Heck, even the Little League season was canceled because of health concerns.

But the local graybeards will tentatively begin (weather permitting) the season on Thursday.

The 35 And Over League was initiated in 1978. It was intended as a place for aging players to finish out their careers on the playing field.

But it was later transformed into the 50 And Over as more and more players decided to find a place to play their favorite sport.

By that time, the regular younger softball league had dropped to below a dozen. And to be perfectly honest, aside from a couple of the better teams, the level of ball had also dropped off.

Ball of some kind has been played on local diamonds since the early 1900s.

There’s been only two times a season has been canceled. One came during the infamous Spanish Flu outbreak in 1918 when millions of lives were lost in this country.

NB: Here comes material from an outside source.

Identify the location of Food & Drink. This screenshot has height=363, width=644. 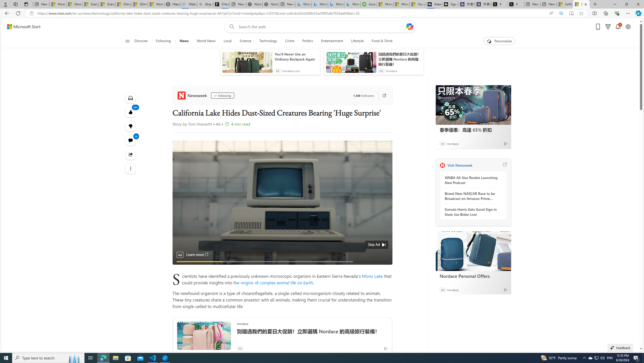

The other came midway in the 1939 season when an outbreak of encephalitis washed away the last third of the season in the Northern Wisconsin-Upper Michigan League.

Late Houghton County Sheriff John Wiitanen said the outbreak brought things to a complete stop on local diamonds.

“Everybody took that one seriously,” recalled Wiitanen, who pitched for several teams in the league. “It was nothing to sneeze at.”

Of course, modern medicine has erased most of those fears for ballplayers.

But for some players, the desire to play is still there.